Perspective Stephen Mpofu
A wave of euphoria sweeping through the journalism fraternity is understandable, justified as it is by a sense of relief that, at long last, journalists are about to be protected in their noble profession from relentless pursuits, as if they were quarry, by hunters of quick and easy money dragging the watchdogs of society to court claiming that their esteem has been lowered in the eyes of reasonable people by stories published in the print and electronic media.
The joy in the newsroom comes in the wake of an announcement by the Minister of Information, Media and Broadcasting Services, Professor Jonathan Moyo, that the Government would strike off criminal defamation from the statutes to protect the scribes in conformity with the new constitution that guarantees freedom of expression and freedom of media.
Unions that represent journalists have hailed the impending abolition of criminal defamation as a move in the right direction.
Reforming the law will however be accompanied with a high premium in the form of a litmus test of responsibility on both sides of the scale so that the pendulum should not tilt in favour of either side. In other words, there should be no losers or winners when criminal defamation ceases to exist.
In the present circumstances, it is probably no exaggeration to suggest that a dog-eat-dog relationship exists in high-profile readers of their product in particular.
Journalists in countries that uphold criminal defamation are known to have taken a dig at some leaders for reading newspapers not for employment with information but to look for stories that they believe harm their personal integrity in order for them to drag the writers to court claiming they have been criminally defamed as a way of seeking reparation.
Indeed, journalists have gone to the extent of dramatising the situation by claiming that some busy leaders hire people to read stories for them in newspapers in particular, stories that they claim criminally defame the leaders in question.
What the abolition of criminal defamation should usher in for Zimbabwe is a high level of responsibility on the sides of both the journalists plying their trade as informers and the newsmakers as responsible citizens in every aspect of their public lives.
Yet criminal defamation has been described by unions representing journalists as criminalising the noble profession without which no country can hope to grow not to mention promoting democratic tenets.
Zimbabwe Union of Journalists vice-president, Mike Chideme celebrated the impending repeal of the draconian law, saying the union has been campaigning against the law that he said had done a lot of damage to the image of the country by portraying it as being anti-journalists.
He said abolishing criminal defamation would promote Press freedom, while a senior local journalist, Njabulo Ncube representing the Media Institute of Southern Africa charged that criminal defamation promoted self-censorship, thereby depriving the public of the right to information that was vital for people’s empowerment.
But, of course, it must also be acknowledged that dangerous elements do exist in the journalism profession who willfully seek to vilify their perceived enemies especially in officialdom by publishing reports that are damaging while hiding under the cover of publish-and-be-damned which actually relates to publishing a story based on truthful facts and for the public good, whatever the consequences might be.
In the final analysis, therefore, responsible journalism should redeem professionals from any criticism for willful vengeance against personalities with whom they might be at daggers drawn.
This also means that journalists should refuse to be used by leaders who might wish to deploy the press as a tool with which to fight personal battles with rivals in politics as well as other spheres of life.
In other words, a let-sleeping-dogs-lie general policy should prevail between news makers and writers as both pursue the important task of empowering publics of or social, economic and political development of the only motherland that Zimbabweans can call home sweet home.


• **Task to complete**
The entire listing below should be output exactly as it stands.

• **Dataset records**
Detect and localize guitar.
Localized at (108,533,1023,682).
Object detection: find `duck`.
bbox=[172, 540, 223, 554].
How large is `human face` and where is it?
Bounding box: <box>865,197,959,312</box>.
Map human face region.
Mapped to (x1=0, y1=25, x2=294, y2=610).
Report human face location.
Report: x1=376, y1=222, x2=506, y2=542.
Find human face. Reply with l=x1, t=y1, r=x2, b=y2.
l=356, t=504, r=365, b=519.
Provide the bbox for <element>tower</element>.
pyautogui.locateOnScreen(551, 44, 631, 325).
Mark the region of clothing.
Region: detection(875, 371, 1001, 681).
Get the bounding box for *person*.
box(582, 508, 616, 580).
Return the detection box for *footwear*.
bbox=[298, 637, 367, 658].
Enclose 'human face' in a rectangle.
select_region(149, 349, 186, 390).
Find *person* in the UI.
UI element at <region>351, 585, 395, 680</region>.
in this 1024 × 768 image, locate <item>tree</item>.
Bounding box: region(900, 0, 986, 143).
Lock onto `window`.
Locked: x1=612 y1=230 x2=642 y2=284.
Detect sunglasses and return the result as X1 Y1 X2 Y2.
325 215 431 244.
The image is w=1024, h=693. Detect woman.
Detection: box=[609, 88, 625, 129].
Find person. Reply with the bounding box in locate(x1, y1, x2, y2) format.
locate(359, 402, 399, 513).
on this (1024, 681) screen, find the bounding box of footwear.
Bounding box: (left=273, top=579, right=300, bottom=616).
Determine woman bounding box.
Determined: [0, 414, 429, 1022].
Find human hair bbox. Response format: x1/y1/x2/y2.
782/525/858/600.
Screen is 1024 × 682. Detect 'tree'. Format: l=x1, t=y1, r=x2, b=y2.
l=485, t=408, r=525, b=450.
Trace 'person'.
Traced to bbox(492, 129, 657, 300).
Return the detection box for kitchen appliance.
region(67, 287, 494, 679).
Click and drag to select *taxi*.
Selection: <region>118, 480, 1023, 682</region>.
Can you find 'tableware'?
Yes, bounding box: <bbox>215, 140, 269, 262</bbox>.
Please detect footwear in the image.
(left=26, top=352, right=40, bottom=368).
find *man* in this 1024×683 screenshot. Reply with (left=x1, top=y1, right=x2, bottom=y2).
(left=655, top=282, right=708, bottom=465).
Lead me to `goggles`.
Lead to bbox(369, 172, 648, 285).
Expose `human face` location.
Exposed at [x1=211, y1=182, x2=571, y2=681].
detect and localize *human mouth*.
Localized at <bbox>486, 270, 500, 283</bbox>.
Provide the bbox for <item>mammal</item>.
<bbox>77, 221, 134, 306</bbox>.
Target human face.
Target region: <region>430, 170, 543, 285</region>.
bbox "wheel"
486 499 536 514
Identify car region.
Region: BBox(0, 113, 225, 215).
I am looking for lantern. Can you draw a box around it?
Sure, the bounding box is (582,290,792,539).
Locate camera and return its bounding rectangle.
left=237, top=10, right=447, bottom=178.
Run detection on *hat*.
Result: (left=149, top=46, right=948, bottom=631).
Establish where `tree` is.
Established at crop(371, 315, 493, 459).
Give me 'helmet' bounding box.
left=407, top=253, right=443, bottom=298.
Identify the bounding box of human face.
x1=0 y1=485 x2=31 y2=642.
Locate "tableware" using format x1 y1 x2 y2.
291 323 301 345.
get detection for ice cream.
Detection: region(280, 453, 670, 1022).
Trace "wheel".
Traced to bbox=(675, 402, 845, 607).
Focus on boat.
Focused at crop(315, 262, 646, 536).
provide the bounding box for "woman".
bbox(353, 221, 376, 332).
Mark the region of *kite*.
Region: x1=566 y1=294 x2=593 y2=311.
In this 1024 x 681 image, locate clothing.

• **Written answer**
Detect and localize guitar.
Localized at (108,533,1023,682).
Object detection: find `duck`.
bbox=[172, 540, 223, 554].
How large is `human face` and where is it?
Bounding box: <box>865,197,959,312</box>.
Map human face region.
Mapped to (x1=0, y1=25, x2=294, y2=610).
Report human face location.
Report: x1=376, y1=222, x2=506, y2=542.
Find human face. Reply with l=x1, t=y1, r=x2, b=y2.
l=356, t=504, r=365, b=519.
Provide the bbox for <element>tower</element>.
pyautogui.locateOnScreen(551, 44, 631, 325).
Mark the region of clothing.
Region: detection(875, 371, 1001, 681).
Get the bounding box for *person*.
box(582, 508, 616, 580).
Return the detection box for *footwear*.
bbox=[298, 637, 367, 658].
Enclose 'human face' in a rectangle.
select_region(149, 349, 186, 390).
Find *person* in the UI.
UI element at <region>351, 585, 395, 680</region>.
in this 1024 × 768 image, locate <item>tree</item>.
Bounding box: region(900, 0, 986, 143).
Lock onto `window`.
Locked: x1=612 y1=230 x2=642 y2=284.
Detect sunglasses and return the result as X1 Y1 X2 Y2.
325 215 431 244.
The image is w=1024, h=693. Detect woman.
Detection: box=[609, 88, 625, 129].
Find person. Reply with the bounding box in locate(x1, y1, x2, y2) format.
locate(359, 402, 399, 513).
on this (1024, 681) screen, find the bounding box of footwear.
Bounding box: (left=273, top=579, right=300, bottom=616).
Determine woman bounding box.
Determined: [0, 414, 429, 1022].
Find human hair bbox. Response format: x1/y1/x2/y2.
782/525/858/600.
Screen is 1024 × 682. Detect 'tree'. Format: l=x1, t=y1, r=x2, b=y2.
l=485, t=408, r=525, b=450.
Trace 'person'.
Traced to bbox(492, 129, 657, 300).
Return the detection box for kitchen appliance.
region(67, 287, 494, 679).
Click and drag to select *taxi*.
Selection: <region>118, 480, 1023, 682</region>.
Can you find 'tableware'?
Yes, bounding box: <bbox>215, 140, 269, 262</bbox>.
Please detect footwear in the image.
(left=26, top=352, right=40, bottom=368).
find *man* in this 1024×683 screenshot. Reply with (left=x1, top=y1, right=x2, bottom=y2).
(left=655, top=282, right=708, bottom=465).
Lead me to `goggles`.
Lead to bbox(369, 172, 648, 285).
Expose `human face` location.
Exposed at [x1=211, y1=182, x2=571, y2=681].
detect and localize *human mouth*.
Localized at <bbox>486, 270, 500, 283</bbox>.
Provide the bbox for <item>mammal</item>.
<bbox>77, 221, 134, 306</bbox>.
Target human face.
Target region: <region>430, 170, 543, 285</region>.
bbox "wheel"
486 499 536 514
Identify car region.
Region: BBox(0, 113, 225, 215).
I am looking for lantern. Can you draw a box around it?
Sure, the bounding box is (582,290,792,539).
Locate camera and return its bounding rectangle.
left=237, top=10, right=447, bottom=178.
Run detection on *hat*.
Result: (left=149, top=46, right=948, bottom=631).
Establish where `tree` is.
Established at crop(371, 315, 493, 459).
Give me 'helmet' bounding box.
left=407, top=253, right=443, bottom=298.
Identify the bounding box of human face.
x1=0 y1=485 x2=31 y2=642.
Locate "tableware" using format x1 y1 x2 y2.
291 323 301 345.
get detection for ice cream.
Detection: region(280, 453, 670, 1022).
Trace "wheel".
Traced to bbox=(675, 402, 845, 607).
Focus on boat.
Focused at crop(315, 262, 646, 536).
provide the bounding box for "woman".
bbox(353, 221, 376, 332).
Mark the region of *kite*.
Region: x1=566 y1=294 x2=593 y2=311.
In this 1024 x 681 image, locate clothing.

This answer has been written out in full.